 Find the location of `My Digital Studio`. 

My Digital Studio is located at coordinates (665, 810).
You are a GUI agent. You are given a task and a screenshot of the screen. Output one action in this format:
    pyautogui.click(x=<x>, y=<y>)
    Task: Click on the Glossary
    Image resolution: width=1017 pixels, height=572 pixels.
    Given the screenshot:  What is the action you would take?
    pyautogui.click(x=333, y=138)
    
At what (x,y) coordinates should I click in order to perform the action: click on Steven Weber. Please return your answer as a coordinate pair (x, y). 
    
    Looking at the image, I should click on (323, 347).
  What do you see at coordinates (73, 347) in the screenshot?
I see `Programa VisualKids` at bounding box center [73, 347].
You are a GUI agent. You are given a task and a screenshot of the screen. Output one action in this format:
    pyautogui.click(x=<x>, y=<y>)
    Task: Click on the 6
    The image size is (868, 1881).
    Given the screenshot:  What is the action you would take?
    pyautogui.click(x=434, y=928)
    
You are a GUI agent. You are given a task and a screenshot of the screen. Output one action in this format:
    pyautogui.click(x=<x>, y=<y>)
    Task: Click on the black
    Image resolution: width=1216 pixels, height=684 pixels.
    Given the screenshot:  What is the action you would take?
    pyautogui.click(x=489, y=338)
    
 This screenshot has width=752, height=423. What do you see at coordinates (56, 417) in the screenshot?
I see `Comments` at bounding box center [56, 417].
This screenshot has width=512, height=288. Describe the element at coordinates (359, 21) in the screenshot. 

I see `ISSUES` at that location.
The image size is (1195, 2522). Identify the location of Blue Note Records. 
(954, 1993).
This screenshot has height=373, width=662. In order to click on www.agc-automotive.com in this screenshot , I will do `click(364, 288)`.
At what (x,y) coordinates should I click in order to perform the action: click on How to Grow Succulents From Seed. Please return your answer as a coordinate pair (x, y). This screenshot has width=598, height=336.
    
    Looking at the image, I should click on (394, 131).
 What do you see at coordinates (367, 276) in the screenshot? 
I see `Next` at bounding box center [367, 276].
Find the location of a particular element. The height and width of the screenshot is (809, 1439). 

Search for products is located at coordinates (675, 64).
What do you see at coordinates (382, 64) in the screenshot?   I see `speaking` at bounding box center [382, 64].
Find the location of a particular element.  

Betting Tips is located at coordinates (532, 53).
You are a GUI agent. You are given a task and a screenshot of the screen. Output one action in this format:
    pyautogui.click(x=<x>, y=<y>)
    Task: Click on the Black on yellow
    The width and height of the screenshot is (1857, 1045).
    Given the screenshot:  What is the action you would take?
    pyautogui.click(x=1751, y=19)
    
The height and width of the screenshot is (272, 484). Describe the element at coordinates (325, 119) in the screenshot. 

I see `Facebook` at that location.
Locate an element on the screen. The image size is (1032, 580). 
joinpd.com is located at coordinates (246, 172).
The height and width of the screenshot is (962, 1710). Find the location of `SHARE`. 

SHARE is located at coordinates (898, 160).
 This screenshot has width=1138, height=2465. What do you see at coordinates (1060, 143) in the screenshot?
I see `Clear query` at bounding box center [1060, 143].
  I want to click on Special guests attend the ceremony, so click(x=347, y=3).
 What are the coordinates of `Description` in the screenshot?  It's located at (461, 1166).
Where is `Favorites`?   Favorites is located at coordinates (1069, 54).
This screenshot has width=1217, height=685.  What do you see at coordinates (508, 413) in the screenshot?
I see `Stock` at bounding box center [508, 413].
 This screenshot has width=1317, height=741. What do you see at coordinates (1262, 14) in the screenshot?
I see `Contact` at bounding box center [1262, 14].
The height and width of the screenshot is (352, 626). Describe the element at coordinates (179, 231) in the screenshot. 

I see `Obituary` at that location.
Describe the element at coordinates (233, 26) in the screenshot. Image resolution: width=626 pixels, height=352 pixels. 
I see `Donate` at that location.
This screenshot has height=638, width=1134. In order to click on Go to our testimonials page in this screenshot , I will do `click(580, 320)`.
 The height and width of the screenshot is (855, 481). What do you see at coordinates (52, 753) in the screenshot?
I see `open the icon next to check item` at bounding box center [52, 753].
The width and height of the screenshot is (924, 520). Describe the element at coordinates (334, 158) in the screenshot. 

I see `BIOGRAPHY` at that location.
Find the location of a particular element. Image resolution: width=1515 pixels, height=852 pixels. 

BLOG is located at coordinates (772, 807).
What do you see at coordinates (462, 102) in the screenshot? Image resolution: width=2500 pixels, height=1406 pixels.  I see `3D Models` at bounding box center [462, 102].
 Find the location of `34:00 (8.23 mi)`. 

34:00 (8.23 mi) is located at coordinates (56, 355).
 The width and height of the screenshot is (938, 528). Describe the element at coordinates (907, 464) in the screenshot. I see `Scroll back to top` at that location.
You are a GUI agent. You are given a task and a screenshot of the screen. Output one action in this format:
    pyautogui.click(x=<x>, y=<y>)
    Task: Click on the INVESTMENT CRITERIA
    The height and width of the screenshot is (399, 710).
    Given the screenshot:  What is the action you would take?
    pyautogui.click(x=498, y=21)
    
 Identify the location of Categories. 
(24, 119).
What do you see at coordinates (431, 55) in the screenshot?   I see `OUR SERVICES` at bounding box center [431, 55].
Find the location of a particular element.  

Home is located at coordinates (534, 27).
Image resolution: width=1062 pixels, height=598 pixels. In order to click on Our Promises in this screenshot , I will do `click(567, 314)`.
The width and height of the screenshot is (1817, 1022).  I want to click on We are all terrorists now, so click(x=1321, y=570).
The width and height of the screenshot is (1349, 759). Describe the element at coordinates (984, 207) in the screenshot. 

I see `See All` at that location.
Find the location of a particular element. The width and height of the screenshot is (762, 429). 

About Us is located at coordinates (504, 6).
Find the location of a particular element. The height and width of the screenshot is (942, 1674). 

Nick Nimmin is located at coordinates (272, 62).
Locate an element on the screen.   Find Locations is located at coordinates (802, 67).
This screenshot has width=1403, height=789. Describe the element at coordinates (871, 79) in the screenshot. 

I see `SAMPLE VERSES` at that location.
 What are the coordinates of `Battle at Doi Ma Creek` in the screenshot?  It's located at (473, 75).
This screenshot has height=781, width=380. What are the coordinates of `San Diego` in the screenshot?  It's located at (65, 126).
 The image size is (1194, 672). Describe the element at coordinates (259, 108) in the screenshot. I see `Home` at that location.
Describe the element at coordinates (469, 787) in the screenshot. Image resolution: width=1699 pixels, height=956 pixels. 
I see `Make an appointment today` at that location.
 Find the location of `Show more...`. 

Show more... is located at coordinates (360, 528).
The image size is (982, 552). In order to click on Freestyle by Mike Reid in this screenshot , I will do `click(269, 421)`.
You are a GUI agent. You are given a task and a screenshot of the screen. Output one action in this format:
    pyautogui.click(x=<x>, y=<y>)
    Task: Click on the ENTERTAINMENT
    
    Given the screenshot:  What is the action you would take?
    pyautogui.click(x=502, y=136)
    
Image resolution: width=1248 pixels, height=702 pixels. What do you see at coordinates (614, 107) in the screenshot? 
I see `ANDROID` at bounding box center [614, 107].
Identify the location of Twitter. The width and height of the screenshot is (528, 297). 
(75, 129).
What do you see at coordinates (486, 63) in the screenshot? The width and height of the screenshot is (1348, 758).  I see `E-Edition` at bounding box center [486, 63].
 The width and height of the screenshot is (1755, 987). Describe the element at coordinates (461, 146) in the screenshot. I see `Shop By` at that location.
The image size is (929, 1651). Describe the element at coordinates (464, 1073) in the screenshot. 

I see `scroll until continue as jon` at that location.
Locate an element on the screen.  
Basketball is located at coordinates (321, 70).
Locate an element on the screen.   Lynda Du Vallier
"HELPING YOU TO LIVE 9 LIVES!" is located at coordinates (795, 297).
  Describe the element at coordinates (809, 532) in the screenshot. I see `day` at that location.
##############################
**ASSIGNMENT**
Line by line, write out the records above exactly.

**SOLUTION FOR THIS EXERCISE**
 Find the location of `My Digital Studio`. 

My Digital Studio is located at coordinates (665, 810).
You are a GUI agent. You are given a task and a screenshot of the screen. Output one action in this format:
    pyautogui.click(x=<x>, y=<y>)
    Task: Click on the Glossary
    Image resolution: width=1017 pixels, height=572 pixels.
    Given the screenshot:  What is the action you would take?
    pyautogui.click(x=333, y=138)
    
At what (x,y) coordinates should I click in order to perform the action: click on Steven Weber. Please return your answer as a coordinate pair (x, y). 
    
    Looking at the image, I should click on (323, 347).
  What do you see at coordinates (73, 347) in the screenshot?
I see `Programa VisualKids` at bounding box center [73, 347].
You are a GUI agent. You are given a task and a screenshot of the screen. Output one action in this format:
    pyautogui.click(x=<x>, y=<y>)
    Task: Click on the 6
    The image size is (868, 1881).
    Given the screenshot:  What is the action you would take?
    pyautogui.click(x=434, y=928)
    
You are a GUI agent. You are given a task and a screenshot of the screen. Output one action in this format:
    pyautogui.click(x=<x>, y=<y>)
    Task: Click on the black
    Image resolution: width=1216 pixels, height=684 pixels.
    Given the screenshot:  What is the action you would take?
    pyautogui.click(x=489, y=338)
    
 This screenshot has width=752, height=423. What do you see at coordinates (56, 417) in the screenshot?
I see `Comments` at bounding box center [56, 417].
This screenshot has width=512, height=288. Describe the element at coordinates (359, 21) in the screenshot. 

I see `ISSUES` at that location.
The image size is (1195, 2522). Identify the location of Blue Note Records. 
(954, 1993).
This screenshot has height=373, width=662. In order to click on www.agc-automotive.com in this screenshot , I will do `click(364, 288)`.
At what (x,y) coordinates should I click in order to perform the action: click on How to Grow Succulents From Seed. Please return your answer as a coordinate pair (x, y). This screenshot has width=598, height=336.
    
    Looking at the image, I should click on (394, 131).
 What do you see at coordinates (367, 276) in the screenshot? 
I see `Next` at bounding box center [367, 276].
Find the location of a particular element. The height and width of the screenshot is (809, 1439). 

Search for products is located at coordinates (675, 64).
What do you see at coordinates (382, 64) in the screenshot?   I see `speaking` at bounding box center [382, 64].
Find the location of a particular element.  

Betting Tips is located at coordinates (532, 53).
You are a GUI agent. You are given a task and a screenshot of the screen. Output one action in this format:
    pyautogui.click(x=<x>, y=<y>)
    Task: Click on the Black on yellow
    The width and height of the screenshot is (1857, 1045).
    Given the screenshot:  What is the action you would take?
    pyautogui.click(x=1751, y=19)
    
The height and width of the screenshot is (272, 484). Describe the element at coordinates (325, 119) in the screenshot. 

I see `Facebook` at that location.
Locate an element on the screen. The image size is (1032, 580). 
joinpd.com is located at coordinates (246, 172).
The height and width of the screenshot is (962, 1710). Find the location of `SHARE`. 

SHARE is located at coordinates (898, 160).
 This screenshot has width=1138, height=2465. What do you see at coordinates (1060, 143) in the screenshot?
I see `Clear query` at bounding box center [1060, 143].
  I want to click on Special guests attend the ceremony, so click(x=347, y=3).
 What are the coordinates of `Description` in the screenshot?  It's located at (461, 1166).
Where is `Favorites`?   Favorites is located at coordinates (1069, 54).
This screenshot has width=1217, height=685.  What do you see at coordinates (508, 413) in the screenshot?
I see `Stock` at bounding box center [508, 413].
 This screenshot has width=1317, height=741. What do you see at coordinates (1262, 14) in the screenshot?
I see `Contact` at bounding box center [1262, 14].
The height and width of the screenshot is (352, 626). Describe the element at coordinates (179, 231) in the screenshot. 

I see `Obituary` at that location.
Describe the element at coordinates (233, 26) in the screenshot. Image resolution: width=626 pixels, height=352 pixels. 
I see `Donate` at that location.
This screenshot has height=638, width=1134. In order to click on Go to our testimonials page in this screenshot , I will do `click(580, 320)`.
 The height and width of the screenshot is (855, 481). What do you see at coordinates (52, 753) in the screenshot?
I see `open the icon next to check item` at bounding box center [52, 753].
The width and height of the screenshot is (924, 520). Describe the element at coordinates (334, 158) in the screenshot. 

I see `BIOGRAPHY` at that location.
Find the location of a particular element. Image resolution: width=1515 pixels, height=852 pixels. 

BLOG is located at coordinates (772, 807).
What do you see at coordinates (462, 102) in the screenshot? Image resolution: width=2500 pixels, height=1406 pixels.  I see `3D Models` at bounding box center [462, 102].
 Find the location of `34:00 (8.23 mi)`. 

34:00 (8.23 mi) is located at coordinates (56, 355).
 The width and height of the screenshot is (938, 528). Describe the element at coordinates (907, 464) in the screenshot. I see `Scroll back to top` at that location.
You are a GUI agent. You are given a task and a screenshot of the screen. Output one action in this format:
    pyautogui.click(x=<x>, y=<y>)
    Task: Click on the INVESTMENT CRITERIA
    The height and width of the screenshot is (399, 710).
    Given the screenshot:  What is the action you would take?
    pyautogui.click(x=498, y=21)
    
 Identify the location of Categories. 
(24, 119).
What do you see at coordinates (431, 55) in the screenshot?   I see `OUR SERVICES` at bounding box center [431, 55].
Find the location of a particular element.  

Home is located at coordinates (534, 27).
Image resolution: width=1062 pixels, height=598 pixels. In order to click on Our Promises in this screenshot , I will do `click(567, 314)`.
The width and height of the screenshot is (1817, 1022).  I want to click on We are all terrorists now, so click(x=1321, y=570).
The width and height of the screenshot is (1349, 759). Describe the element at coordinates (984, 207) in the screenshot. 

I see `See All` at that location.
Find the location of a particular element. The width and height of the screenshot is (762, 429). 

About Us is located at coordinates (504, 6).
Find the location of a particular element. The height and width of the screenshot is (942, 1674). 

Nick Nimmin is located at coordinates (272, 62).
Locate an element on the screen.   Find Locations is located at coordinates (802, 67).
This screenshot has width=1403, height=789. Describe the element at coordinates (871, 79) in the screenshot. 

I see `SAMPLE VERSES` at that location.
 What are the coordinates of `Battle at Doi Ma Creek` in the screenshot?  It's located at (473, 75).
This screenshot has height=781, width=380. What are the coordinates of `San Diego` in the screenshot?  It's located at (65, 126).
 The image size is (1194, 672). Describe the element at coordinates (259, 108) in the screenshot. I see `Home` at that location.
Describe the element at coordinates (469, 787) in the screenshot. Image resolution: width=1699 pixels, height=956 pixels. 
I see `Make an appointment today` at that location.
 Find the location of `Show more...`. 

Show more... is located at coordinates (360, 528).
The image size is (982, 552). In order to click on Freestyle by Mike Reid in this screenshot , I will do `click(269, 421)`.
You are a GUI agent. You are given a task and a screenshot of the screen. Output one action in this format:
    pyautogui.click(x=<x>, y=<y>)
    Task: Click on the ENTERTAINMENT
    
    Given the screenshot:  What is the action you would take?
    pyautogui.click(x=502, y=136)
    
Image resolution: width=1248 pixels, height=702 pixels. What do you see at coordinates (614, 107) in the screenshot? 
I see `ANDROID` at bounding box center [614, 107].
Identify the location of Twitter. The width and height of the screenshot is (528, 297). 
(75, 129).
What do you see at coordinates (486, 63) in the screenshot? The width and height of the screenshot is (1348, 758).  I see `E-Edition` at bounding box center [486, 63].
 The width and height of the screenshot is (1755, 987). Describe the element at coordinates (461, 146) in the screenshot. I see `Shop By` at that location.
The image size is (929, 1651). Describe the element at coordinates (464, 1073) in the screenshot. 

I see `scroll until continue as jon` at that location.
Locate an element on the screen.  
Basketball is located at coordinates (321, 70).
Locate an element on the screen.   Lynda Du Vallier
"HELPING YOU TO LIVE 9 LIVES!" is located at coordinates (795, 297).
  Describe the element at coordinates (809, 532) in the screenshot. I see `day` at that location.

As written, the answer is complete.